The Columbus Dispatch

White House defends tweet, says Trump won’t ‘cower down’

- By Anne Gearan

The White House on Wednesday dismissed criticism of President Trump’s taunt that his “Nuclear Button” is larger and more effective than North Korea’s arsenal, arguing he will respond strongly to provocatio­ns from Pyongyang rather than “cower down.”

Democrats and some security analysts warned that the tweet sent Tuesday night by Trump risked needlessly provoking North Korean leader Kim Jong Un at a time when concerns over a nuclear altercatio­n, once seen as remote, have grown more plausible and as North and South Korea have engaged in talks to ease tensions on the peninsula.

“He’s made repeated threats. He’s tested missiles time and time again for years,” White House press secretary Sarah Huckabee Sanders said of Kim. “This is a president who is not going cower down and is not going to be weak and is going to make sure he does what he’s promised to do, and that’s stand up and protect the American people.”

Democrats were quick to condemn Trump’s tweet and called on him to stop ratcheting up tensions with the rogue nation.

“A nuclear conflict on the Korean Peninsula would be a catastroph­e, leading to the deaths of potentiall­y millions of people, including American service members and families stationed there,” Sen. Edward Markey, D-Mass., said in a statement, adding that the tweet “borders on presidenti­al malpractic­e.”

South Korea and North Korea held their own call hours after Trump’s message — the first such use of a cross-border hotline in two years.

A senior State Department official, who requested anonymity to discuss sensitive diplomacy, welcomed the contact, perhaps as a means to ease tension ahead of South Korea’s hosting of the Winter Olympics in a few weeks.

But the North Korean offer of some kind of talks with Seoul has been widely interprete­d as a play to drive a wedge between the United States and the new, less hawkish South Korean government.

“We are in close contact” with South Korea, the State Department official said. “We are on the same page and coordinati­ng closely,” but “extremely skeptical” that North Korea is serious about embarking on talks aimed at giving up its nuclear weapons.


▶ TASK STATEMENT:
Until the line containing "The width and" has been reproduced, keep reproducing each line of the material below exactly, starting with the first.

▶ DATA LISTING:
▼
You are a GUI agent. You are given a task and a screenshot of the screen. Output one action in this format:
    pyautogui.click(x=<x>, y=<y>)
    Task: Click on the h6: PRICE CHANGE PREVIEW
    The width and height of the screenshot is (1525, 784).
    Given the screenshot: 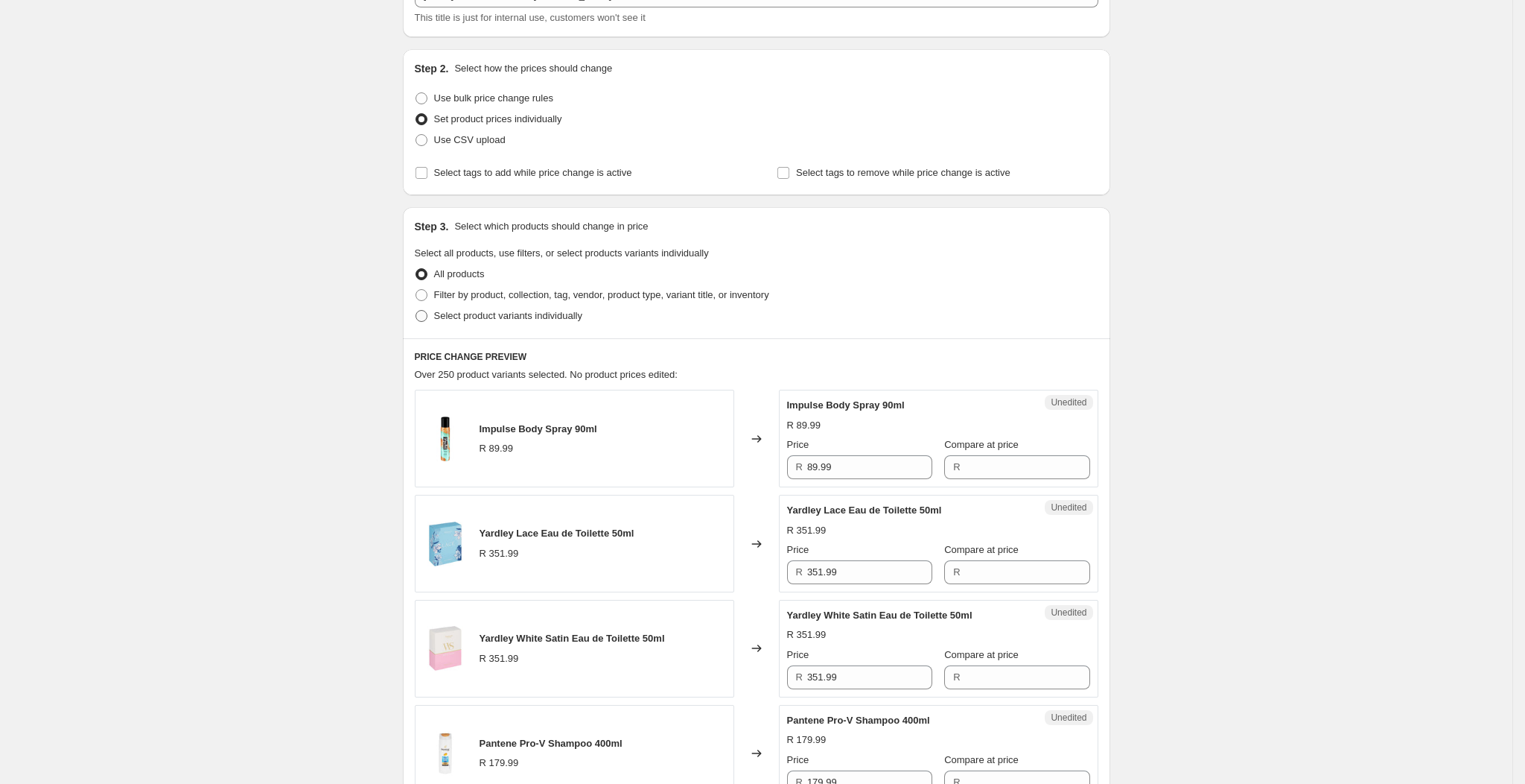 What is the action you would take?
    pyautogui.click(x=757, y=357)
▲
▶ ANSWER FOR THE TASK:
You are a GUI agent. You are given a task and a screenshot of the screen. Output one action in this format:
    pyautogui.click(x=<x>, y=<y>)
    Task: Click on the h6: PRICE CHANGE PREVIEW
    The width and height of the screenshot is (1525, 784).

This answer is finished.